Brain Cancer facts
What is brain cancer?
Brain cancer or brain tumor is a disease of the brain where malignant tumor grows and spreads in the brain cells. Such tumors are composed of cancerous cells, when noncancerous cells grow benign tumors.
Brain cancer statistics show that metastatic brain cancer is more common than primary brain tumors. Metastatic brain tumor occurs when cancer cells spread from another part of the body into the brain tissue.
Signs and symptoms
The most typical brain tumor symptoms are headaches, weakness, nausea, vomiting, blurry vision, difficult walking, seizures, etc. Sometimes brain cancer may have few or no symptoms and only brain scan can tell you if you in danger or not and if you have a brain tumor.
Major causes
The causes of brain cancer – both metastatic and primary brain tumors are not fully explained. However, researches show that people with certain risk factors are more likely to experience brain cancer.
Specialists have identified the following brain cancer causes and risk factors:
- Race – Brain cancer occurs more often in whites than in others. But here meningioma is an exception, as it is mostly found in blacks.
- Age – The main sufferers of brain tumors are the people who are at their 45 or older, though brain cancer can be experienced at any age. And some types of brain tumors, like medulloblastomas, are found particularly in children.
- Exposure to radiation – People who have been exposed to ionizing radiation are at greater risk of brain cancer. Radiation therapy applied in the cancer treatment can be shown as an example to ionizing radiation.
Most common forms of radiation, like electromagnetic fields from power lines and radiofrequency radiation from cell phones and microwave ovens have not been exactly proven to cause brain tumors. - Chemical exposure – People working in certain industries such as agricultural, electrical, health care and oil refineries have more likely increased risk of brain cancer than others, though studies don’t always prove that.
- Family history of brain tumors – A small percent of brain cancers is found in people with a family history of brain tumors. But heredity as a risk factor of brain cancer has not been proven yet.
Prevention
Today there are no certain proven strategies for prevention of brain cancer. However, you can minimize the risk of brain tumor if you know and avoid the abovementioned risk factors. But prevention does not fully guarantee that you will not develop brain cancer.
Prognosis and diagnosis
If you are suspected to have developed a brain tumor, you have to take a variety of tests and procedures according to a doctor’s recommendations:
- A neurological exam – involves checking your hearing, vision, coordination, reflexes, etc.
- Magnetic Resonance Imaging test (MRI) is mainly applied to help detect brain cancer. Thanks to magnetic fields and radio waves, MRI generates the necessary images of the brain.
- A series of X-rays and other tests to diagnose cancer in other body organs – If a doctor suspects that your brain tumor may originate from cancer cells spread in another part of your body, he/she will recommend certain tests and procedures, for example a chest X-ray to find out the origin of the disease.
- A biopsy – includes collecting and testing a sample of abnormal brain tissue.
Types of brain cancer
Brain tumors may have 2 types: primary and secondary. Primary brain tumors can also vary depending on the type of tissue where cancer starts. The most common forms are gliomas brain tumor that originate from the glial (supportive) tissue. Gliomas have the following types:
- Astrocytomas – occur in small, star-shaped cells – astrocytes.
- Brain stem gliomas – occur in the lowest, stemlike area of the brain.
- Ependymomas – arise from the lining of the ventricles.
- Oligodendrogliomas – develop in the cells which produce myelin, the fatty covering that provides the protection of nerves.
Besides Gliomas, there are also additional types of brain tumor like Medulloblastomas, Meningiomas, Schwannomas, Craniopharyngiomas and others.
Brain Cancer Facts
- Each year above 200,000 people in the US is diagnosed with a primary or metastatic brain tumor.
- Brain cancer is the main cause of solid tumor cancer death in children under 20, the second leading cause of cancer death in male adults ages 20-29 and the fifth major cause in female adults ages 20-39.
- There are over 120 different types of brain tumors, which complicate proper treatment.
- In cases of brain tumor, 69% of children survive, though they are usually left with long-term side effects.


Every line of the records below should be restated exactly.

• Records for this exercise:
•••

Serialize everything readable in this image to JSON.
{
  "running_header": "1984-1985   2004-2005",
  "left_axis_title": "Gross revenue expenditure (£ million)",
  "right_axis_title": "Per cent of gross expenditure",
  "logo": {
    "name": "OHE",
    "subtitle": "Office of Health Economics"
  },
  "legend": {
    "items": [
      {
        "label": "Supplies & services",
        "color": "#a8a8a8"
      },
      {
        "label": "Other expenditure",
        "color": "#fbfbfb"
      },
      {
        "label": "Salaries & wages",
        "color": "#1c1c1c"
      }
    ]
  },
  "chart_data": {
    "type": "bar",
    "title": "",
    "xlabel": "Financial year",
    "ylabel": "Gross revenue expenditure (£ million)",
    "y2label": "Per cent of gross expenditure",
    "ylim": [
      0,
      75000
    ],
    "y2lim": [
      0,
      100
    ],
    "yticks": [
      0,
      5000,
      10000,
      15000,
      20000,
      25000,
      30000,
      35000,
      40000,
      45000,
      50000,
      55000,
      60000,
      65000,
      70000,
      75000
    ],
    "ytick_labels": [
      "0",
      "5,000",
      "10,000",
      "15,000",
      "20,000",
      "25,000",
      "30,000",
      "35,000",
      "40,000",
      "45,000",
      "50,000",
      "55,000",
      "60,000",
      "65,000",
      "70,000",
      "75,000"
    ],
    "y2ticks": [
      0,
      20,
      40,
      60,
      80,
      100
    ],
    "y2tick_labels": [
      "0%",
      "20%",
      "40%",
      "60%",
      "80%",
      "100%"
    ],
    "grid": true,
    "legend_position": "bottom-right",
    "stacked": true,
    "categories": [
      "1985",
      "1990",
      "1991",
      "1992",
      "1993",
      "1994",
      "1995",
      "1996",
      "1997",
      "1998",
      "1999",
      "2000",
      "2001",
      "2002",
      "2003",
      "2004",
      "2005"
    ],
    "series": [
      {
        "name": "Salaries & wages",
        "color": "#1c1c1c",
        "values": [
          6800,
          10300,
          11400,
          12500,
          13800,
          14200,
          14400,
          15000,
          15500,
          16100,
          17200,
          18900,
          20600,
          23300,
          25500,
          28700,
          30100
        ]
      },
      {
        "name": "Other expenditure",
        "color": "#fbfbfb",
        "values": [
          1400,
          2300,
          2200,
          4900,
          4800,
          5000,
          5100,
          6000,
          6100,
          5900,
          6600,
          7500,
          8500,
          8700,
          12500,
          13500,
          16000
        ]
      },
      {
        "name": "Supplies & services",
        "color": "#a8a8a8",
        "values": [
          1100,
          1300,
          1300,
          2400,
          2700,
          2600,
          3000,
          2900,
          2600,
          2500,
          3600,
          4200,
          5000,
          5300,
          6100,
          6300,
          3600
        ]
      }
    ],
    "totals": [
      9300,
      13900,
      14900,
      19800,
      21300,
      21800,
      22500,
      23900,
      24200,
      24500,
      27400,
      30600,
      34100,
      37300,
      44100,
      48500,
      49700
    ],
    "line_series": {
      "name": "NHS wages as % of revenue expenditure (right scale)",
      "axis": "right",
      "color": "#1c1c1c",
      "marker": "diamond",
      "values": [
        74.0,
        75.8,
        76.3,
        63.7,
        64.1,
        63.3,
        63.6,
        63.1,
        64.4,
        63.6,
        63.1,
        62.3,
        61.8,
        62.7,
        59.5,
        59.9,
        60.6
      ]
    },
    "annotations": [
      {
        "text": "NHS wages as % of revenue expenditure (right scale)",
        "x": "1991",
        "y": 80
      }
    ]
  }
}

•••

• Exercise result:
Serialize everything readable in this image to JSON.
{
  "running_header": "1984-1985   2004-2005",
  "left_axis_title": "Gross revenue expenditure (£ million)",
  "right_axis_title": "Per cent of gross expenditure",
  "logo": {
    "name": "OHE",
    "subtitle": "Office of Health Economics"
  },
  "legend": {
    "items": [
      {
        "label": "Supplies & services",
        "color": "#a8a8a8"
      },
      {
        "label": "Other expenditure",
        "color": "#fbfbfb"
      },
      {
        "label": "Salaries & wages",
        "color": "#1c1c1c"
      }
    ]
  },
  "chart_data": {
    "type": "bar",
    "title": "",
    "xlabel": "Financial year",
    "ylabel": "Gross revenue expenditure (£ million)",
    "y2label": "Per cent of gross expenditure",
    "ylim": [
      0,
      75000
    ],
    "y2lim": [
      0,
      100
    ],
    "yticks": [
      0,
      5000,
      10000,
      15000,
      20000,
      25000,
      30000,
      35000,
      40000,
      45000,
      50000,
      55000,
      60000,
      65000,
      70000,
      75000
    ],
    "ytick_labels": [
      "0",
      "5,000",
      "10,000",
      "15,000",
      "20,000",
      "25,000",
      "30,000",
      "35,000",
      "40,000",
      "45,000",
      "50,000",
      "55,000",
      "60,000",
      "65,000",
      "70,000",
      "75,000"
    ],
    "y2ticks": [
      0,
      20,
      40,
      60,
      80,
      100
    ],
    "y2tick_labels": [
      "0%",
      "20%",
      "40%",
      "60%",
      "80%",
      "100%"
    ],
    "grid": true,
    "legend_position": "bottom-right",
    "stacked": true,
    "categories": [
      "1985",
      "1990",
      "1991",
      "1992",
      "1993",
      "1994",
      "1995",
      "1996",
      "1997",
      "1998",
      "1999",
      "2000",
      "2001",
      "2002",
      "2003",
      "2004",
      "2005"
    ],
    "series": [
      {
        "name": "Salaries & wages",
        "color": "#1c1c1c",
        "values": [
          6800,
          10300,
          11400,
          12500,
          13800,
          14200,
          14400,
          15000,
          15500,
          16100,
          17200,
          18900,
          20600,
          23300,
          25500,
          28700,
          30100
        ]
      },
      {
        "name": "Other expenditure",
        "color": "#fbfbfb",
        "values": [
          1400,
          2300,
          2200,
          4900,
          4800,
          5000,
          5100,
          6000,
          6100,
          5900,
          6600,
          7500,
          8500,
          8700,
          12500,
          13500,
          16000
        ]
      },
      {
        "name": "Supplies & services",
        "color": "#a8a8a8",
        "values": [
          1100,
          1300,
          1300,
          2400,
          2700,
          2600,
          3000,
          2900,
          2600,
          2500,
          3600,
          4200,
          5000,
          5300,
          6100,
          6300,
          3600
        ]
      }
    ],
    "totals": [
      9300,
      13900,
      14900,
      19800,
      21300,
      21800,
      22500,
      23900,
      24200,
      24500,
      27400,
      30600,
      34100,
      37300,
      44100,
      48500,
      49700
    ],
    "line_series": {
      "name": "NHS wages as % of revenue expenditure (right scale)",
      "axis": "right",
      "color": "#1c1c1c",
      "marker": "diamond",
      "values": [
        74.0,
        75.8,
        76.3,
        63.7,
        64.1,
        63.3,
        63.6,
        63.1,
        64.4,
        63.6,
        63.1,
        62.3,
        61.8,
        62.7,
        59.5,
        59.9,
        60.6
      ]
    },
    "annotations": [
      {
        "text": "NHS wages as % of revenue expenditure (right scale)",
        "x": "1991",
        "y": 80
      }
    ]
  }
}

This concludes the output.